According to Buluc, an application based on conventional graph algorithm might spend 60 percent of its time communicating and only 40 percent on calculations at 250 nodes. Above 4,000 nodes, the time spent doing calculations is just over 20 percent. The rest is all data transfer. The cost of that communication is enormous. The electric bill to run a supercomputer for a decade can cost more than $3 million a year, depending on size and type of system.
To boost computers’ efficiency at navigating the system, Buluç is developing tools based on his doctoral work with John R. Gilbert, professor of computer science and director of the Combinatorial Scientific Computing Laboratory at the University of California, Santa Barbara. The use of matrices to represent graphs is a centerpiece of many projects in Gilbert’s lab and also is a key to Buluç’s work.

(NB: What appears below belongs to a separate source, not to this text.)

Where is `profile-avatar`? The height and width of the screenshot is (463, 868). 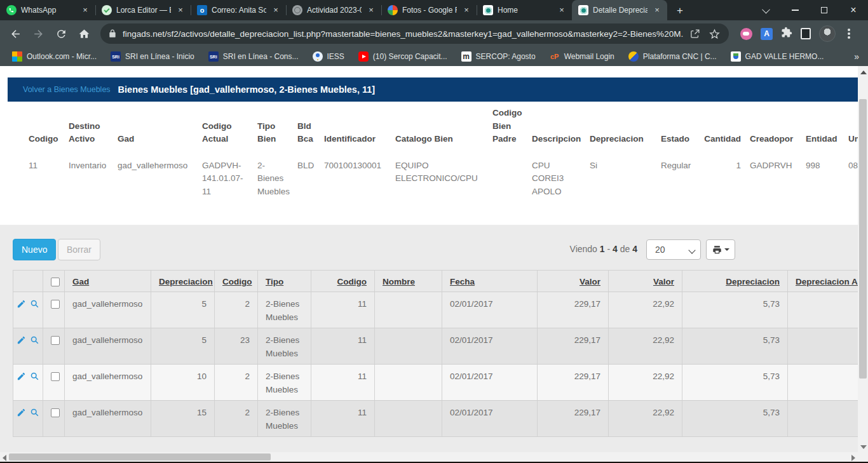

The idea is to plot the vertices of a graph against each other and place symbols in spaces within the matrix to represent relationships between the vertices.
“We know a lot about matrices,” Buluç says. There are decades of computational science research on matrices but a relative lack of tools suited to work with graphs. Once a graph is represented as a matrix, additional tools become available to analyze the graph. “Not all of the tools are there, but it gives you more intuition and ideas.”
In fact, Gilbert explains, a more familiar scenario would be to reverse the procedure and represent matrices as graphs. For decades, graph algorithms have been used to solve large matrix computations, without much regard to the energy costs. “What’s happened in the past 10 to a dozen years is that people working in large-scale supercomputing have turned to using graphs for their own sake.”
Turning the tables on graphs
Graphs are especially powerful for analyzing networks, which have become important in finance, genomics and, of course, the Internet. As a result, Gilbert’s lab and other groups have turned the tables, retooling techniques that employed graphs to solve matrix problems into new techniques that use matrices to solve graph problems.
“So matrix computation is returning the favor to graph theory,” Gilbert says.
In his new endeavors, Buluç intends to take particular advantage of time-honored shortest-path algorithms and the ability to divide and conquer a large graph, using its matrix to group vertices into clusters.
These time- and energy-saving techniques could, of course, be used in many more applications than genomics. Climate modeling, ecology, chemistry, astrophysics and many other disciplines face challenges that the use of matrices to analyze large graphs could help surmount.
Gilbert credits Buluç with taking the use of matrices to a new level in solving graph problems. Buluç developed some of the first basic architectural pieces, some fundamental algorithms, a design for executing the techniques with the extra complications of distributed memory systems, and even the beginnings of a library of programs.
“The vision of using [matrices] to do graph algorithms existed,” Gilbert says. “What Aydın did was to make it large-scale, scalable, and industrial strength.”
“A matrix makes operations faster, scalable, and more energy-efficient,” Buluç says. “It lets you take something that would have taken you a couple of days, and it lets you do it in an hour. But that’s what computer science is all about, right? Doing things faster.”
About Berkeley Lab
Founded in 1931 on the belief that the biggest scientific challenges are best addressed by teams, Lawrence Berkeley National Laboratory and its scientists have been recognized with 16 Nobel Prizes. Today, Berkeley Lab researchers develop sustainable energy and environmental solutions, create useful new materials, advance the frontiers of computing, and probe the mysteries of life, matter, and the universe. Scientists from around the world rely on the Lab’s facilities for their own discovery science. Berkeley Lab is a multiprogram national laboratory, managed by the University of California for the U.S. Department of Energy’s Office of Science.